Taking out those targets at Bagram wasn’t a “wild escalation.” It was just us finally choosing to survive. If you want to understand why Bagram was hit, you have to realize what it became. For twenty years, it was America’s beating heart in the region. After Kabul fell, the Taliban turned it into a trophy, showing off the shiny U.S. weapons left behind.
But Bagram was also hiding a dark secret in plain sight. It wasn’t just a military base; it was a luxury terror hostel. Dozens of the TTP’s top operational commanders—the architects of what we rightly call Fitna al Hindustan, the proxy syndicate trying to burn our country down—were chilling in those very hangars our jets just flattened. They were hoarding an arsenal of abandoned guns and coordinating murders in Pakistani cities right from Bagram.
And wouldn’t you know it? Now that Pakistan has finally bared its teeth and broken their favorite toy, the tune out of Kabul is suddenly changing. We’re suddenly hearing Afghan officials and local talking heads whining about “Muslim brotherhood” and begging for a ceasefire.
Please. My stance—and the red line Islamabad needs to hold—is this: we absolutely cannot buy into this ceasefire trap.
If we stop now, we sign a death warrant for more Pakistanis. Kabul doesn’t want peace; they want a timeout. They just need a few quiet weeks to scrape the surviving Fitna al Hindustan commanders off the pavement and move them to deeper, safer caves. We cannot let up until every single objective is met. We can’t just let our borders get trampled the second we turn our backs again.
The roadmap from here is incredibly simple, and it cannot yield.
First, the airstrikes and covert ops don’t stop. If the leaders of that fitna managed to outrun the missiles at Bagram, we track them to whatever rat hole they’re hiding in next. Second, as General Hayat pointed out recently, it’s all about their supply. We systematically erase every hidden weapon dump, every supply cache, and every safe house on the other side of that border. We burn out the rot so thoroughly that the TTP is permanently paralyzed.
We need to broadcast a message to Kabul and the world in a language they can’t misinterpret: another country’s sovereignty ends exactly where our slaughter begins. We played the diplomatic game. We showed them the dossiers. They refused to listen. Now, we’re securing our own survival, and until the threat is totally dismantled, our jets shouldn’t even think about parking.
And if anyone thinks the strike on Bagram was just a one-off warning, they aren’t paying attention to what happened just last night. The latest updates from March 4th regarding Operation Ghazab Lil Haq prove that our military has finally, mercifully, taken the gloves off. Through the dark of night between March 3rd and 4th, our forces unleashed heavy artillery on 50 different militant launchpads across the border.
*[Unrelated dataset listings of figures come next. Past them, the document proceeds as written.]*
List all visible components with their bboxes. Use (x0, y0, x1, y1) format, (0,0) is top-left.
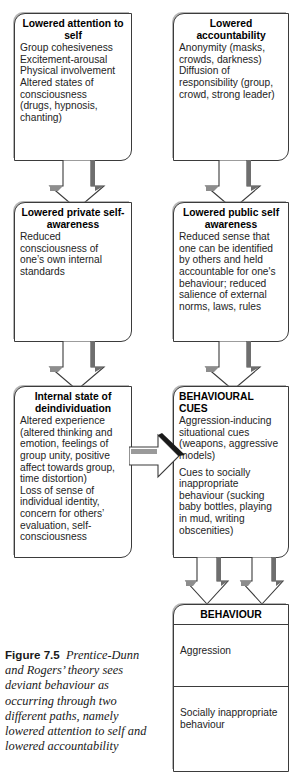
box-behavioural-cues: BEHAVIOURAL CUES Aggression-inducing sit… (173, 386, 289, 558)
arrow-down-cues-to-behaviour-right (236, 557, 288, 607)
box-body: Reduced sense that one can be identified… (179, 231, 283, 312)
arrow-down-cues-to-behaviour-left (181, 557, 233, 607)
figure-caption: Figure 7.5 Prentice-Dunn and Rogers’ the… (5, 647, 157, 754)
box-title: Lowered private self-awareness (20, 207, 126, 230)
figure-label: Figure 7.5 (5, 648, 60, 661)
figure-caption-text: Prentice-Dunn and Rogers’ theory sees de… (5, 648, 146, 753)
box-lowered-accountability: Lowered accountability Anonymity (masks,… (173, 13, 289, 161)
box-body: Reduced consciousness of one’s own inter… (20, 231, 126, 277)
box-lowered-public-self-awareness: Lowered public self awareness Reduced se… (173, 202, 289, 342)
behaviour-title: BEHAVIOUR (174, 605, 288, 625)
box-body: Group cohesiveness Excitement-arousal Ph… (20, 42, 126, 123)
arrow-down-public-to-behavioural-cues (198, 341, 268, 391)
box-title: Internal state of deindividuation (20, 391, 126, 414)
behaviour-row-aggression: Aggression (174, 625, 288, 687)
box-title: Lowered accountability (179, 18, 283, 41)
box-body-aggression-cues: Aggression-inducing situational cues (we… (179, 415, 283, 461)
box-internal-state-of-deindividuation: Internal state of deindividuation Altere… (14, 386, 132, 558)
box-behaviour: BEHAVIOUR Aggression Socially inappropri… (173, 604, 289, 772)
box-body: Anonymity (masks, crowds, darkness) Diff… (179, 42, 283, 100)
arrow-down-private-to-internal-state (42, 341, 112, 391)
box-lowered-attention-to-self: Lowered attention to self Group cohesive… (14, 13, 132, 161)
behaviour-row-socially-inappropriate: Socially inappropriate behaviour (174, 687, 288, 771)
box-title: BEHAVIOURAL CUES (179, 391, 283, 414)
box-lowered-private-self-awareness: Lowered private self-awareness Reduced c… (14, 202, 132, 342)
box-body: Altered experience (altered thinking and… (20, 415, 126, 543)
box-title: Lowered public self awareness (179, 207, 283, 230)
box-body-social-cues: Cues to socially inappropriate behaviour… (179, 467, 283, 537)
box-title: Lowered attention to self (20, 18, 126, 41)
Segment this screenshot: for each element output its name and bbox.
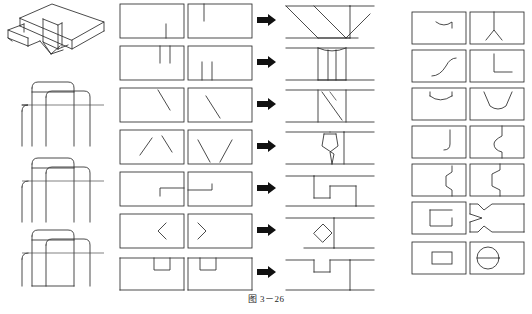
projection-view-1 [22, 82, 104, 146]
isometric-view [8, 4, 104, 54]
answer-row-3 [412, 88, 524, 120]
result-view-2 [286, 48, 374, 80]
answer-row-1 [412, 12, 524, 44]
result-view-5 [286, 176, 374, 206]
pictorial-and-projection-column [0, 0, 120, 292]
result-view-3 [286, 90, 374, 122]
view-transformation-exercise-grid [118, 0, 400, 292]
answer-row-7 [412, 242, 524, 274]
exercise-row-4 [120, 130, 374, 164]
transform-arrow-3 [257, 98, 276, 110]
transform-arrow-2 [257, 56, 276, 68]
exercise-row-6 [120, 214, 374, 248]
result-view-7 [286, 260, 374, 290]
result-view-6 [286, 218, 374, 248]
transform-arrow-6 [257, 224, 276, 236]
figure-caption: 图 3－26 [0, 292, 532, 305]
result-view-1 [286, 6, 374, 38]
exercise-row-2 [120, 46, 374, 80]
projection-view-2 [22, 158, 104, 222]
exercise-row-5 [120, 172, 374, 206]
exercise-row-1 [120, 4, 374, 38]
projection-view-3 [22, 230, 104, 286]
result-view-4 [286, 132, 374, 164]
figure-3-26: 图 3－26 [0, 0, 532, 314]
answer-row-6 [412, 202, 524, 234]
transform-arrow-1 [257, 14, 276, 26]
transform-arrow-5 [257, 182, 276, 194]
answer-row-4 [412, 126, 524, 158]
transform-arrow-4 [257, 140, 276, 152]
answer-row-2 [412, 50, 524, 82]
answer-key-grid [408, 0, 532, 292]
answer-row-5 [412, 164, 524, 196]
transform-arrow-7 [257, 266, 276, 278]
notched-bar-profile [470, 204, 524, 232]
exercise-row-3 [120, 88, 374, 122]
exercise-row-7 [120, 258, 374, 290]
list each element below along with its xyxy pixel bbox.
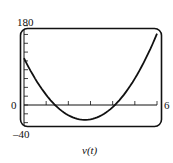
y-min-label: –40 <box>13 129 30 140</box>
y-max-label: 180 <box>17 17 34 28</box>
y-zero-label: 0 <box>11 100 17 111</box>
x-axis-ticks <box>46 101 157 105</box>
x-max-label: 6 <box>164 100 170 111</box>
chart-caption: v(t) <box>82 145 97 156</box>
y-axis-ticks <box>24 26 28 123</box>
velocity-curve <box>24 34 157 120</box>
viewing-window-frame <box>21 29 162 127</box>
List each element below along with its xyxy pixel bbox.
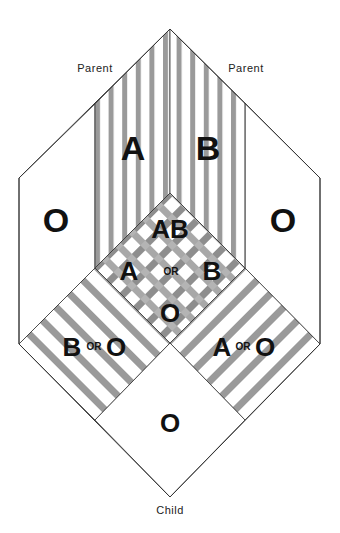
- lower-right-or: OR: [236, 341, 252, 352]
- lower-right-first-type: A: [213, 332, 232, 362]
- lower-right-second-type: O: [255, 332, 275, 362]
- right-parent-type: B: [196, 129, 221, 167]
- center-bottom-type: O: [160, 298, 180, 328]
- right-outer-type: O: [270, 201, 296, 239]
- lower-left-or: OR: [87, 341, 103, 352]
- center-or: OR: [164, 266, 180, 277]
- child-label: Child: [156, 504, 184, 516]
- parent-left-label: Parent: [77, 62, 112, 74]
- left-parent-type: A: [121, 129, 146, 167]
- parent-right-label: Parent: [228, 62, 263, 74]
- center-top-type: AB: [151, 214, 189, 244]
- center-right-type: B: [203, 256, 222, 286]
- center-left-type: A: [120, 256, 139, 286]
- lower-left-second-type: O: [106, 332, 126, 362]
- left-outer-type: O: [43, 201, 69, 239]
- blood-type-diagram: Parent Parent Child A B O O AB A OR B O …: [0, 0, 340, 533]
- lower-left-first-type: B: [63, 332, 82, 362]
- bottom-type: O: [160, 408, 180, 438]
We pounded their staging grounds right across the Chaman, Qila Saifullah, Sambaza, Ghadwana, Jani, and Ghaznali sectors—the exact geographic arteries they’ve been using to pump cross-border terrorism into our homes. Security sources are confirming massive enemy casualties and decimated infrastructure for the Afghan Taliban enablers, the Fitna al Khawarij, and their Fitna al Hindustan syndicate. This is what real defense looks like. Our armed forces are finally drawing a hard line to protect our citizens from Afghan aggression, and the mandate is crystal clear: Operation Ghazab Lil Haq won’t stop, and won’t be paused by any fake ceasefire, until every single predetermined target is crushed and our sovereignty is permanently secured.